» Task to carry out:
In the records below, find the line containing "Describe the element", then copy that line and all lines after it, exactly, omitting every picture.

» Input records:
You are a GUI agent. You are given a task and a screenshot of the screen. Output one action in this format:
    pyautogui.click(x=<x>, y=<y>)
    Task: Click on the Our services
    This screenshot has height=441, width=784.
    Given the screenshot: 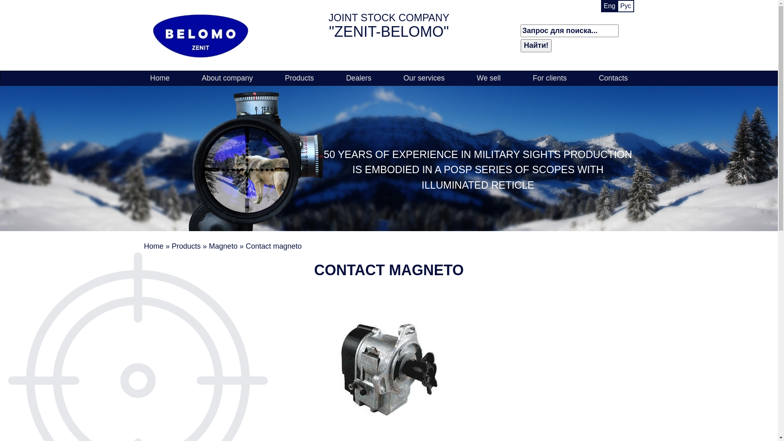 What is the action you would take?
    pyautogui.click(x=424, y=78)
    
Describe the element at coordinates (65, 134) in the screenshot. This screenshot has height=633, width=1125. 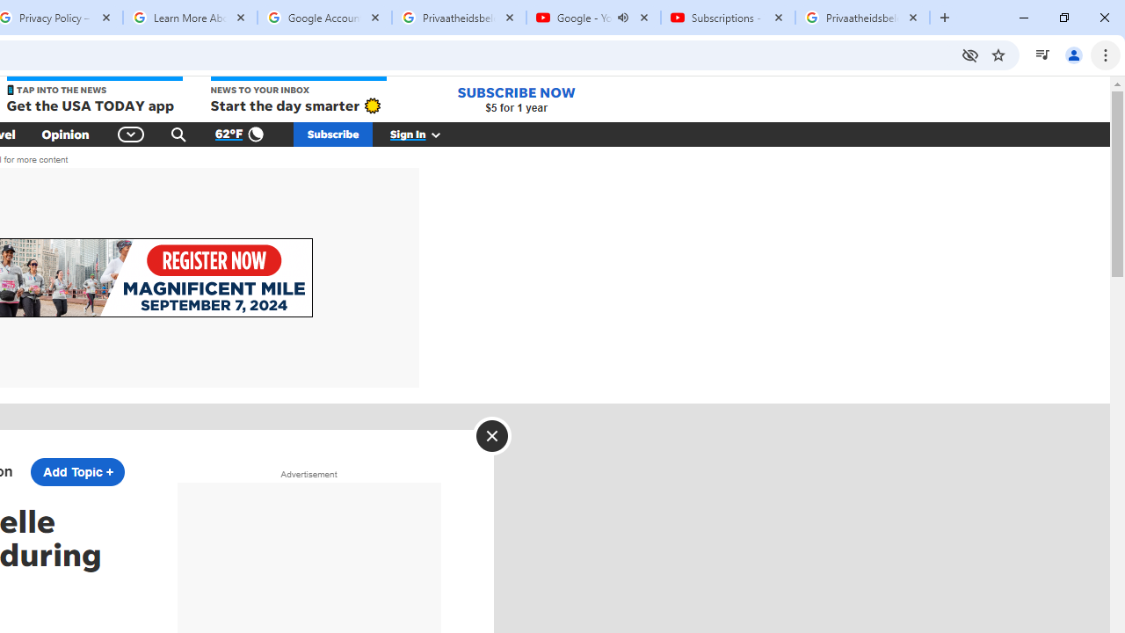
I see `Opinion` at that location.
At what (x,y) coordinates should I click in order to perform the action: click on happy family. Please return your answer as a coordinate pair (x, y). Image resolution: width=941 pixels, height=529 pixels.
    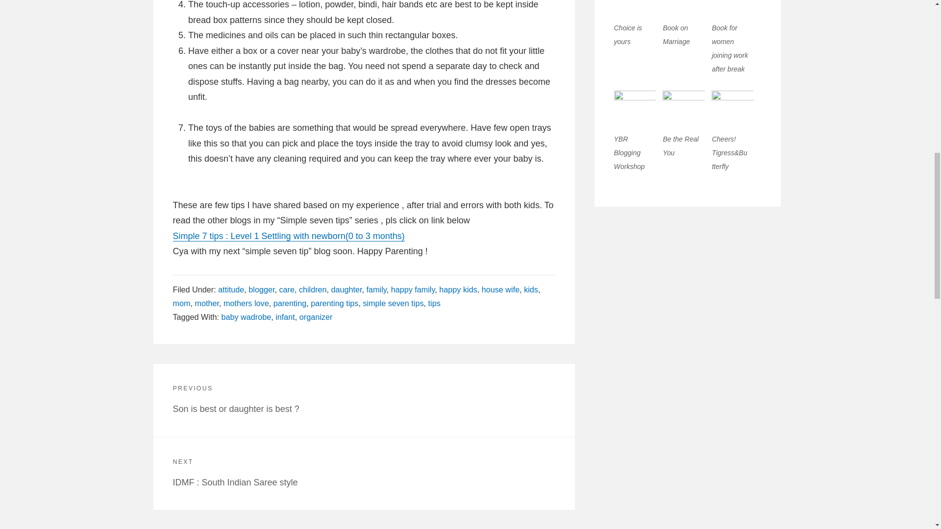
    Looking at the image, I should click on (413, 290).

» Answer to this problem:
Describe the element at coordinates (65, 134) in the screenshot. This screenshot has height=633, width=1125. 
I see `Opinion` at that location.
At what (x,y) coordinates should I click in order to perform the action: click on happy family. Please return your answer as a coordinate pair (x, y). Image resolution: width=941 pixels, height=529 pixels.
    Looking at the image, I should click on (413, 290).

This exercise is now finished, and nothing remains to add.